2) Rendering Cap: After a certain population, you just stop showing the additional players who enter a scene. This really does work the most efficiently and looks best too because you just don’t know the scene is overpopulated.

This involves putting players into a priority list and then rendering the most important ones first (friends, team, guildies, etc). After that, the remaining players to be rendered are simply hidden, not rendered.

This has some problems when it comes to chat and 3d world synching. If you can hear someone in chat, but they aren’t rendered in the 3d world, it can be a nuisance. You could still select that player to bump their priority up to the top (and thus render them in full), but that’s not a perfect solution. Also, selecting them could be very difficult because of the volume of messages being pushed through the small local chat window.

3) Player Visual Downgrading: We thought that if there were over a certain amount of players, we start to downgrade what they look like, and hide certain bits and pieces to make rendering efficiency better. This works like a rendering cap except that after the cap is exceeded, every player thereafter would become a static mesh.

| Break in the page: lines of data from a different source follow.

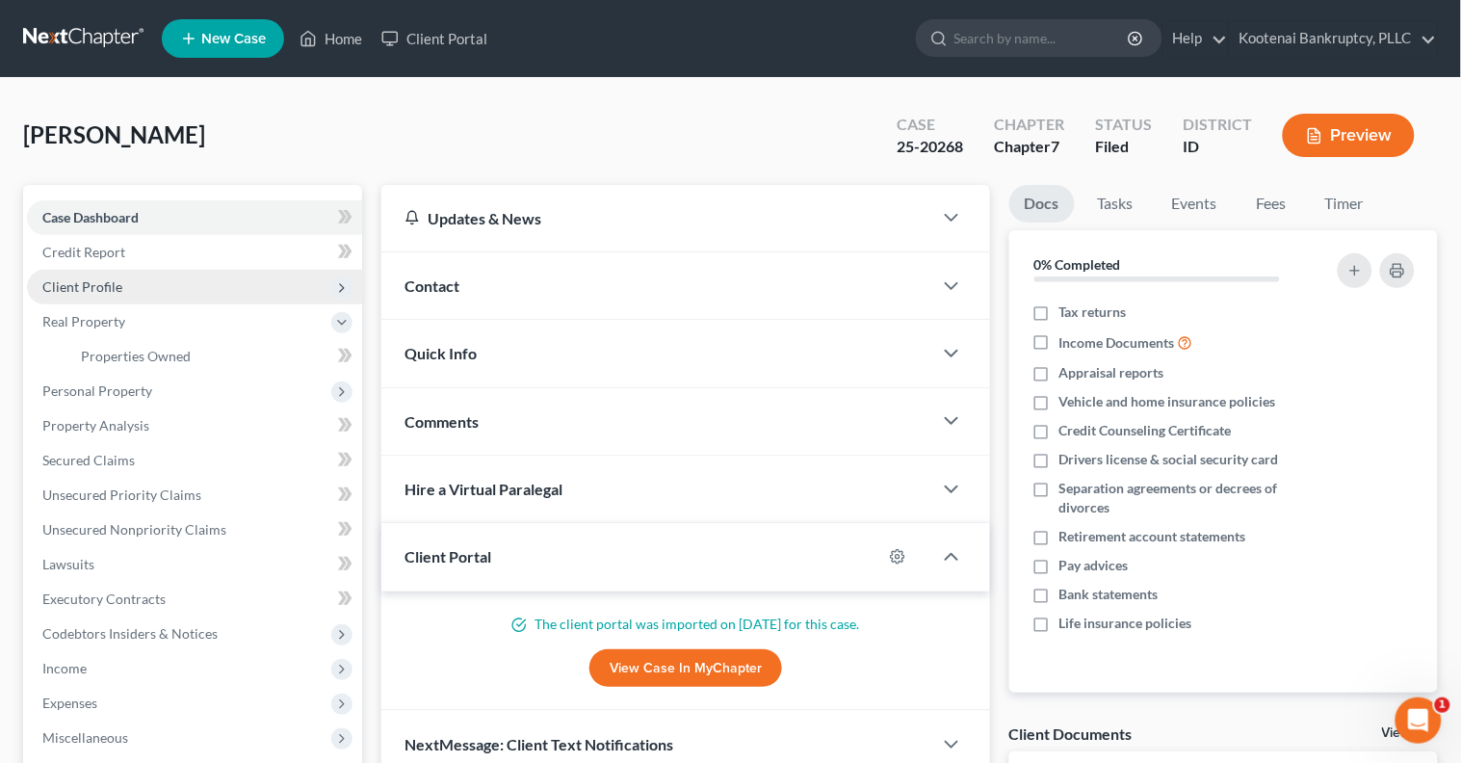 The width and height of the screenshot is (1461, 763). What do you see at coordinates (84, 251) in the screenshot?
I see `span: Credit Report` at bounding box center [84, 251].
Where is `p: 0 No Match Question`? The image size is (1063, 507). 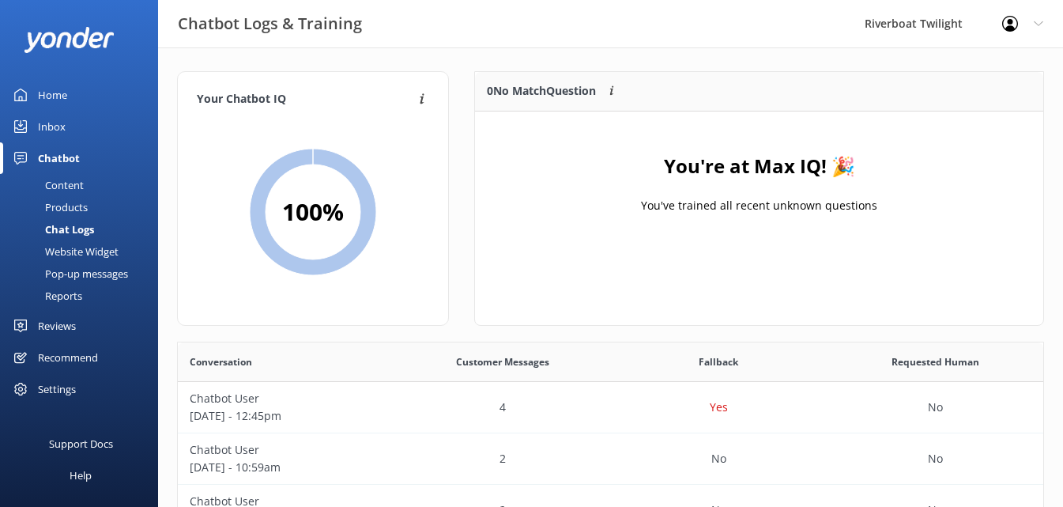 p: 0 No Match Question is located at coordinates (541, 91).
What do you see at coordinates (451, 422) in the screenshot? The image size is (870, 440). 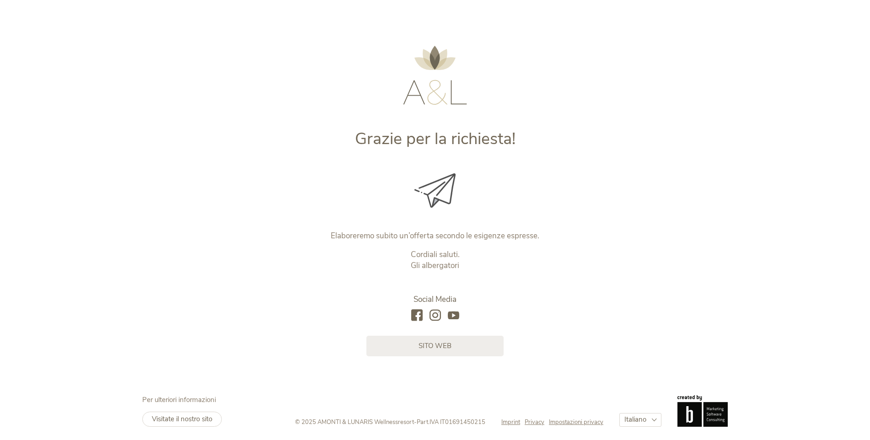 I see `span: Part.IVA IT01691450215` at bounding box center [451, 422].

A static mesh is one that has no animation. It can still move around and glide from place to place, but it doesn’t animate (it doesn’t run or walk or idle). This is a better compromise than hiding the player, because you can still find them and select them (for trade, duels, interaction, etc.) And besides, if there are 300+ players on screen at once, you probably won’t know or care if they aren’t animated nicely –name, race and class is all you’ll need.

Now, because we still show all the players, the rendering cap on nice looking players would be lower because you have all those players on screen. It certainly doesn’t look the best, but at least you can select them.

After several hours, we decided on doomsday rendering scenario number 3, and will hopefully give players control over the distance and population of players that can be rendered in a scene. That’s what we’re going to be trying out for beta.

Next year we might be able to do a system of split lines/shards/instances, if it’s necessary on top of everything else. We don’t really want to split the population in a scene like that, but if the game is really doing well, it won’t be a problem –we can afford the time and money to solve it at that time.

Get on over to the Forum and share your thoughts!